What are some words you’ve accidently said? what did you actually mean?
I’ll go first, Frain bog I mean Brain fog
My husband has a tendency to say one word or phrase when he means another.
My favorite: “We have to put our butts to the metal.”
When I was young, I read a lot and didn’t always know how words were pronounced. One day, I told my mom about two things that were very “sim-IL-yer”, when I meant “similar”. She laughed about it for years.
Yeah, I didn’t think it was funny either. ![]()
Ha ha, I RoonerSpism all the time.
Hopefully on purpose… I hope I’m not getting DiseaseHeimers’s Altz…
I remember embarrassing myself in front of my smart friends in college when I said “EP-i-tome” instead of "e-PIT-o-mee
Look, most of my vocabulary I got from reading. To this day there are words I’m not sure how to pronounce.
Saw one last night. “Oeurve.”
(ETA: you should see my husband try to remember how to pronounce “noir.”
I finally said, “nuwar. You know. Like nuwarwhals.”
I really cracked myself up with that one.)
My uncle, accepting a dinner invitation: “We’ll be there with bells and whistles!”
Yeah, me too! ![]()
I thought Calvin’s tiger friend was named Hobbles when I was a very young reader and still sometimes doubletake.
My wife often calls it Amortizer’s Disease.
For an embarrassing length of time I thought that “epitome” was pronounced “epi-tome” and that it meant a very thick book. Yes, seriously.
Not me, but I had a close friend recently respond to my wise-ass comments by saying, “Don’t be so smuckin fart!”
I once got into an argument with my 8th grade English teacher about the pronunciation of “celtic”. Being in Maine, she went with the way the Boston team says it, I countered that the real Celts said it with a hard C. I didn’t do well in that class. Granted, at that time in my life I was a little PITA.
I also had trouble with “hyperbole”, I mean it sure as heck looks like “hyper bowl.” And I agree with @Chefguy on epitome.
I had a co-worker who naively prided himself on being “worldly wise.”
We cracked up when he reported he had been to party where they served “CRUD-ites.”
I won bets from him at various times, on various subjects. For instance, he insisted that Bruce Springsteen (rather than Tom Waits) wrote “Jersey Girl.”
Another time, he insisted that sharks are mammals. That one took a call to the New England Aquarium to straighten out. More $$ in my pocket. (The guy on the other end of the phone finally said, “Who IS this, anyway?)”
I had a friend from Lubbock, Texas who once bragged that he grew up down the block from the store where Billie Holiday bought his first guitar.
That reminds me of the time I took a riverboat ride in New Orleans. Upon disembarking, a woman said to her friend, “that was fun, they had a kaleidoscope and everything”.
(She meant “calliope.”)
I knew the word epitome, but had never seen it in print and spoken at the same time. If someone had asked me to spell it, I’m guessing I would have come up with “epitomee” “epitomie”, or some such.

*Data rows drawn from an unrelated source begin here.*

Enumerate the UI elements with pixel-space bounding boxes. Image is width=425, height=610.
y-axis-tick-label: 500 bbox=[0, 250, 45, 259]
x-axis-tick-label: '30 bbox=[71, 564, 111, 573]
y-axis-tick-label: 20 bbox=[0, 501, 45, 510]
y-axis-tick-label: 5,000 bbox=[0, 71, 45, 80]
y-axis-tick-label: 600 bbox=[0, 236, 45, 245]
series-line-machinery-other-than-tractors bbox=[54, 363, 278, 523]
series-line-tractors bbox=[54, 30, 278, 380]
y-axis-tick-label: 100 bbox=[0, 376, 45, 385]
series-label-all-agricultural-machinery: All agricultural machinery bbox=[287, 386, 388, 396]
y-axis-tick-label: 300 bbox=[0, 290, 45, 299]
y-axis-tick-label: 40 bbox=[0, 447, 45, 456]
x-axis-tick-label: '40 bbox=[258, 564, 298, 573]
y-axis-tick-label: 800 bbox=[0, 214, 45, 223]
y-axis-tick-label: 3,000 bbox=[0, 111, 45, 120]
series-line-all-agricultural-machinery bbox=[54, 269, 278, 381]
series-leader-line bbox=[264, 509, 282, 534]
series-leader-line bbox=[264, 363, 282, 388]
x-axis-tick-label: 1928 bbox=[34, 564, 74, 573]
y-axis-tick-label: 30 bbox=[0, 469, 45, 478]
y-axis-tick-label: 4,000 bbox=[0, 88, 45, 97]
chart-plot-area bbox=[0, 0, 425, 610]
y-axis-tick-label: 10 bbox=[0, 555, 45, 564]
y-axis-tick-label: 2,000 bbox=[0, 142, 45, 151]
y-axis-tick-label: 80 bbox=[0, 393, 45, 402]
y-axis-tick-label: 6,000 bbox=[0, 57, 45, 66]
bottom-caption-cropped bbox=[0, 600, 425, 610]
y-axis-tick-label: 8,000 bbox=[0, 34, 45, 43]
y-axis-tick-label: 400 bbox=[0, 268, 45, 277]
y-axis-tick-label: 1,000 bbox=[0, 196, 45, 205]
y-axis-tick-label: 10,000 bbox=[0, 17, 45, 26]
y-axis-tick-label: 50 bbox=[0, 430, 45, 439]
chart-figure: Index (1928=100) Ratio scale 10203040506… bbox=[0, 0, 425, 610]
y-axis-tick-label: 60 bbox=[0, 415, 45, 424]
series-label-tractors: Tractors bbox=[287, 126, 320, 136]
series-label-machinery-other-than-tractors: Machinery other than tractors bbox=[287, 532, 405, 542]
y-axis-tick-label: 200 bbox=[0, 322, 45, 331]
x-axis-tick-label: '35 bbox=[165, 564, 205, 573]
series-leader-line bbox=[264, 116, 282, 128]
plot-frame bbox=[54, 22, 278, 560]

For the longest time I mispronounced “chipotle” by transposing the final two consonants. In other words, I said “chi-POLL-tay” rather than “chi-POT-lay”.
I also kept calling the Intel Xeon processors “xenon”, like the noble gas.
Kind of hard to express in English, but I had a major gaffe at a group of Chinese college students when in the middle of a sentence, I meant to say pei chan (“compensate”) and instead said pei zhan (“to be buried with someone.”) There was a few seconds of stunned silence, then horrified laughter.
Oeuvre - not that that makes it any easier to pronounce!
Dammit. I checked that twice!
I would love for a little pop up dictionary on my phone that didn’t require swiping to another page.